Wednesday, June 10, 2015

Thief I Fan-Mission: "Calendra's Cistern", by "Purah" and "Team Calendra"

(Additional note on the authors: "Team Calendra" is the already-noted "Purah", who was the main designer of this mission, and also: "Totality", "Thumper", "Loanstar", and "Deep Qantas".)

            Some missions are great for their level design, others for their ingenuity, but then there are some that shine for their production value. For any fan content, production value can be measured by how much custom or new content there is, or by how much the author ‘remixes’ the default content of the original games.

Fan-mission author Purah is perhaps the best at this. Though the three categories listed in my opening sentence here are certainly not mutually exclusive—all Thief fan missions have some amount of great level design, ingenuity, or production value—Purah’s production outshines just about any other author’s, and this is especially the case given the time period he released his missions in. Released in August of 2000, “Calendra’s Cistern” had advanced features not discoverable in other FMs. For one, near the starting point is a shop the player can go into and buy items from. Programming this into the mission was a very tough feat: though all Thief missions open up with a “shop”, it’s just a menu that precedes the start of the actual mission. Here, the shop is a full-fledged building that is part of the actual mission.


            “Cistern” also has something no other Thief mission at this point had had—an AI partner for Garrett. Now, this AI partner does not accompany Garrett throughout the mission. She, a thief named Mercedes, just shows up and chats with Garrett a few times, and at the end of the mission walks with Garrett down a city street. The AI is fully-voiced, and not just with stock audio files from Thief’s original voice files, but by one of the mission’s developers.

            On the topic of audio, Purah does string together some interesting conversation and AI chatter from the game’s vanilla voice files. And there are some other new audio sounds as well. In all, the production value is very slick. Purah did have a team behind him to work on this mission, but in all it was just five authors, and Purah did most of the work (user “Totality” programmed the in-game shop, though).


            My focus here has been on new features and production, but I also want to note the level design itself. The level is divided into three main segments: the city area, which is where the player starts out in; the temple area, which is the ‘main building’ in the mission; and the underground areas, which include a sewer system, some ruins, and a large shrine. Throughout the mission each of these areas connects with the others, doing what so many Thief missions do so well: interweaving each area of the mission multiple times.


Lines from the entries below that hold "annotation" form the answer; copy all of them.

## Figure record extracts
%%

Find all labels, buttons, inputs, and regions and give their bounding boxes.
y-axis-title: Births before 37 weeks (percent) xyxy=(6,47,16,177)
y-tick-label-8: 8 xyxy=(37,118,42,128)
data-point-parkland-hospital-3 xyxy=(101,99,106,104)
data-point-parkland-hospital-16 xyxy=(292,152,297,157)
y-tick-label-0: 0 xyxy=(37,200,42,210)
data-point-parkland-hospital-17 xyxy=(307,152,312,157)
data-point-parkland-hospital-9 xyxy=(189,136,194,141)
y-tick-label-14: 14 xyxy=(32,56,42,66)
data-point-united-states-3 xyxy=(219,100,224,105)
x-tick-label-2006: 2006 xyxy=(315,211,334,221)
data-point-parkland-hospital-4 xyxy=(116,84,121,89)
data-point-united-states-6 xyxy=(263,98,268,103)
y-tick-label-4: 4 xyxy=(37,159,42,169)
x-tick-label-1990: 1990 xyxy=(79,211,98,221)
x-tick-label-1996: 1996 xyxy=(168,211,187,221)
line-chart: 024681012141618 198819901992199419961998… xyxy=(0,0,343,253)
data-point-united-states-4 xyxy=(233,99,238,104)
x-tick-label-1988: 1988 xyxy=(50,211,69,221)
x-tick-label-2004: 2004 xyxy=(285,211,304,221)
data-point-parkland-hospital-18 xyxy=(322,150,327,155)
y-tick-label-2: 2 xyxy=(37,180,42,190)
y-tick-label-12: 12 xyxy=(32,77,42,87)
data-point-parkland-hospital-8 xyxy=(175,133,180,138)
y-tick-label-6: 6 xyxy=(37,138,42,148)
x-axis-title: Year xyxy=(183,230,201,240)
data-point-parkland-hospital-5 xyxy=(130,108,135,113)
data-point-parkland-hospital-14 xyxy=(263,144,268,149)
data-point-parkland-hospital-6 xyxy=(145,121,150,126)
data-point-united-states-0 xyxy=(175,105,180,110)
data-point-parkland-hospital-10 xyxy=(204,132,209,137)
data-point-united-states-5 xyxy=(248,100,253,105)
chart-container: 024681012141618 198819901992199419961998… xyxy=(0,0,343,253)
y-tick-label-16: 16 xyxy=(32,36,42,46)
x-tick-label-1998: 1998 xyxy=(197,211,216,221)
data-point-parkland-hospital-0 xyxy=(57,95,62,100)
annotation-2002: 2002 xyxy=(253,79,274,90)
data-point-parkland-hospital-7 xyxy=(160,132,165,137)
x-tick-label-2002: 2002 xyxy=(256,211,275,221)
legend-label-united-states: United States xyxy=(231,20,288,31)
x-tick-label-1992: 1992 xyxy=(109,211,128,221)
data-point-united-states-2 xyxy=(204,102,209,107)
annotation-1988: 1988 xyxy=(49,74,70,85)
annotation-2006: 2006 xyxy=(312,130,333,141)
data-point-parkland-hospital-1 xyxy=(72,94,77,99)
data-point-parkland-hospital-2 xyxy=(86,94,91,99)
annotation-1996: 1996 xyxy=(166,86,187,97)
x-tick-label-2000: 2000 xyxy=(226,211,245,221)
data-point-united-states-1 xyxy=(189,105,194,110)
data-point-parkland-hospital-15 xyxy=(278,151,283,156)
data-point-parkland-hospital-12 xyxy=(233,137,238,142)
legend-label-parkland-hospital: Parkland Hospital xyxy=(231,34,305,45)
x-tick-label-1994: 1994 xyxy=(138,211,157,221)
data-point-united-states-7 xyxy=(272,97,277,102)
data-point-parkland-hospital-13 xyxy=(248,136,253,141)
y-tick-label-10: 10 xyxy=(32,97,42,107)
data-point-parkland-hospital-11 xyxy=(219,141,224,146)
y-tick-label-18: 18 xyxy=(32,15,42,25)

%%

## SOLUTION
annotation-2002: 2002 xyxy=(253,79,274,90)
annotation-1988: 1988 xyxy=(49,74,70,85)
annotation-2006: 2006 xyxy=(312,130,333,141)
annotation-1996: 1996 xyxy=(166,86,187,97)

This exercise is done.